Even if the weird Sean Connery meets school marm affectations and enunciations of his voice weren't so unthreatening and weirdly judged, Hardy (a very promising star) was a terrible choice for Bane.
Who I blame: Two culprits here. Heath Ledger's "The Joker" for being an impossible act to follow as supervillains go; and Chris Nolan. Nolan's asexual tendencies as a filmmaker have caused trouble for nearly all of his movies save, perhaps, Memento which managed some degree of erotic tension despite Nolan's sexless tendencies. For all his gifts, Nolan is straight-up terrible with female characters (Hathaway's Catwoman and Carrie Anne Moss are but badass anomalies -- blame, or rather, thank the actresses ) and he's equally clueless when it comes to the more erotic specimens within male movie star community. I shan't try to top Anthony Lane who said it best when he said:

Bane wears a crablike mask over the lower part of his face—a disastrous burden for Tom Hardy, whose mouth, sensual and amused for such a tough customer, is his defining feature.


03 JORDIN SPARKS in "Sparkle"
You can get away with bare minimum adequacy in the sidelines of deep bench movies. But when you're at the center it creates a vacuum. We're supposed to believe that "Sparkle" is the one with all the talent in Sparkle and that her sister "Sister" is just coasting on her looks. This dynamic doesn't work at all when the delicious Carmen Ejogo as Sister is acting impressive circles around Jordin Sparks as Sparkle who is the one coasting (on off-cinema fame). 
Who I blame: Stunt casting. Note to all musicians who would like to try acting: try a supporting role first. Less risk / More practice. Acting is actually an art, not a hobby.

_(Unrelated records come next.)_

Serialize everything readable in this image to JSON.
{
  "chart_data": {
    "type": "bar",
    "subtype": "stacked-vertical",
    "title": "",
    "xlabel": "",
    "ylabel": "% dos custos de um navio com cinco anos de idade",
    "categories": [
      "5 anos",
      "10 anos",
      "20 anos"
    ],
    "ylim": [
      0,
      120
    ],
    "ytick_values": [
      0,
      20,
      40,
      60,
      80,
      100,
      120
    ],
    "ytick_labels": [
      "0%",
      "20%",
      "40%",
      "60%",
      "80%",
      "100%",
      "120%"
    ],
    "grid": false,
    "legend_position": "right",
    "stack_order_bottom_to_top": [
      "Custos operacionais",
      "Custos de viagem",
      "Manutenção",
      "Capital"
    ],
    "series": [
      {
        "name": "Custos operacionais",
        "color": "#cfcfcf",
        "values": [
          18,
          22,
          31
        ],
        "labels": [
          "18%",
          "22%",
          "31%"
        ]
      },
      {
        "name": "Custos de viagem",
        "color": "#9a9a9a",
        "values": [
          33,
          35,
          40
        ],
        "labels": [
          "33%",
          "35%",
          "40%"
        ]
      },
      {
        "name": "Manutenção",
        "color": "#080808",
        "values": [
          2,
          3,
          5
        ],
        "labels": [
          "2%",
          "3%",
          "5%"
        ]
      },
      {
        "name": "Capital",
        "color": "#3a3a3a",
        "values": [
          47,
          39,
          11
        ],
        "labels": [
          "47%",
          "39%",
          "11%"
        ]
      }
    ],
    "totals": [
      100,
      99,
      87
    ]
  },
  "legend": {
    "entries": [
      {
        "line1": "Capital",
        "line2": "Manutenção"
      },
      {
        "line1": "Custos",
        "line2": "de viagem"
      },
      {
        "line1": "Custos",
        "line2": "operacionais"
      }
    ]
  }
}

02 JOHN CUSACK in "The Paperboy" 
He's playing one of the most outrageously loathsome film characters in years, but you don't have to come across as loathsome as an actor while doing so! Ask anyone in Django Unchained or Killer Joe for tips.
Who I blame: Nicole Kidman? Honestly, who can keep up? It's better to not try to pull focus (Matthew MConaughey) or step back in awe (Zac Ephron) than to attempt head-to-head or, in this case, groin-to-groin battle. The most analagous scuzzy thespian combat in a film might well be Willem Dafoe and Laura Dern in Wild at Heart... so maybe Cusack ought to have committed that film to memory before stepping into this particular ring.

01 QUENTIN TARANTINO in "Django Unchained" 
Who I blame: Quentin Tarantino. Stop soiling your otherwise superbly acted movies with your terrible acting! STOP SELF-SABOTAGING!

Your turn.

Share you quibbles, minor disappointments, and miscasting claims in the comments or tell me I'm wrong... that's what overrated posts are for!

We'll get to the true "Worst" tomorrow and really let loose.